A Perspective On Where We Are On The Autonomous Vehicle Journey

Francesco Biondi doesn’t mince words in his recent assessment of autonomous vehicles both today and into the future. I looked back on my thoughts regarding this scenario in a recent post, concluding that self-driving cars have not evolved to where experts predicted. There was a lot of hype across industries regarding the disruptive potential of this one scenario. I remember the countless conversations about insurance premiums drying up, or how Internet companies would displace the automakers – so I get the skepticism. As Mr. Biondi asks: what went wrong?

The simple answer is that the community overestimated the potential of even the most advanced technology and underestimated the capabilities of even the least trained human driver.
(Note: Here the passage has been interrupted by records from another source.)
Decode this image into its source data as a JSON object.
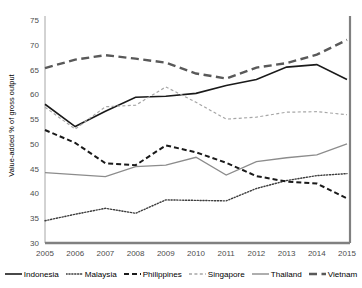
{
  "chart_data": {
    "type": "line",
    "title": "",
    "xlabel": "",
    "ylabel": "Value-added % of gross output",
    "x": [
      2005,
      2006,
      2007,
      2008,
      2009,
      2010,
      2011,
      2012,
      2013,
      2014,
      2015
    ],
    "xtick_labels": [
      "2005",
      "2006",
      "2007",
      "2008",
      "2009",
      "2010",
      "2011",
      "2012",
      "2013",
      "2014",
      "2015"
    ],
    "ytick_labels": [
      "30",
      "35",
      "40",
      "45",
      "50",
      "55",
      "60",
      "65",
      "70",
      "75"
    ],
    "yticks": [
      30,
      35,
      40,
      45,
      50,
      55,
      60,
      65,
      70,
      75
    ],
    "ylim": [
      30,
      75
    ],
    "xlim": [
      2005,
      2015
    ],
    "grid": false,
    "legend_position": "bottom",
    "series": [
      {
        "name": "Indonesia",
        "style": "solid",
        "color": "#1a1a1a",
        "width": 1.6,
        "values": [
          58.0,
          53.5,
          56.6,
          59.4,
          59.6,
          60.2,
          61.8,
          63.0,
          65.5,
          66.0,
          63.0
        ]
      },
      {
        "name": "Malaysia",
        "style": "dotted",
        "color": "#3d3d3d",
        "width": 1.4,
        "values": [
          34.5,
          35.8,
          37.0,
          36.0,
          38.7,
          38.6,
          38.5,
          41.0,
          42.6,
          43.6,
          44.0
        ]
      },
      {
        "name": "Philippines",
        "style": "dash-bold",
        "color": "#1a1a1a",
        "width": 2.0,
        "values": [
          52.8,
          50.2,
          46.1,
          45.7,
          49.7,
          48.3,
          46.2,
          43.5,
          42.4,
          42.0,
          39.0
        ]
      },
      {
        "name": "Singapore",
        "style": "dash-light",
        "color": "#a6a6a6",
        "width": 1.2,
        "values": [
          57.4,
          53.0,
          57.5,
          57.8,
          61.5,
          58.4,
          55.0,
          55.4,
          56.4,
          56.5,
          55.9
        ]
      },
      {
        "name": "Thailand",
        "style": "solid-gray",
        "color": "#8c8c8c",
        "width": 1.3,
        "values": [
          44.2,
          43.8,
          43.4,
          45.4,
          45.7,
          47.3,
          43.7,
          46.4,
          47.2,
          47.8,
          50.0
        ]
      },
      {
        "name": "Vietnam",
        "style": "dash-dot",
        "color": "#595959",
        "width": 2.4,
        "values": [
          65.3,
          67.0,
          67.9,
          67.2,
          66.4,
          64.2,
          63.2,
          65.4,
          66.3,
          68.0,
          71.0
        ]
      }
    ]
  },
  "axis": {
    "border_color": "#a6a6a6",
    "tick_color": "#4d4d4d",
    "bottom_axis_color": "#808080",
    "right_axis_color": "#808080"
  }
}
Francesco Biondi – Why we still don’t have self-driving cars on the roads in 2021

As I mentioned in an earlier post on electric vehicles, there are divergent opinions on just about any emerging future scenario. One person sees obstacles while another focuses on accelerants. Any objective observer knows that both exist, serving to alter the path of any given scenario. The pandemic has proven to be an example of both. Mr. Biondi points to design flaws, a false sense of security, and declining public opinion as examples of obstacles in realizing the self-driving vision. The other side of the discussion is a view into accelerants. The author mentions one: the ever-growing labor challenges associated with commercial driving. Labor shortages, a fall in the working age population, declining fertility rates, an aging society, and an innovation arms race could all serve as accelerants. As obstacles do battle with accelerants, I for one am not willing to predict the path of this scenario – or any other for that matter. But I am ready to continuously look at obstacles and accelerants in ways that point to possible paths (futures).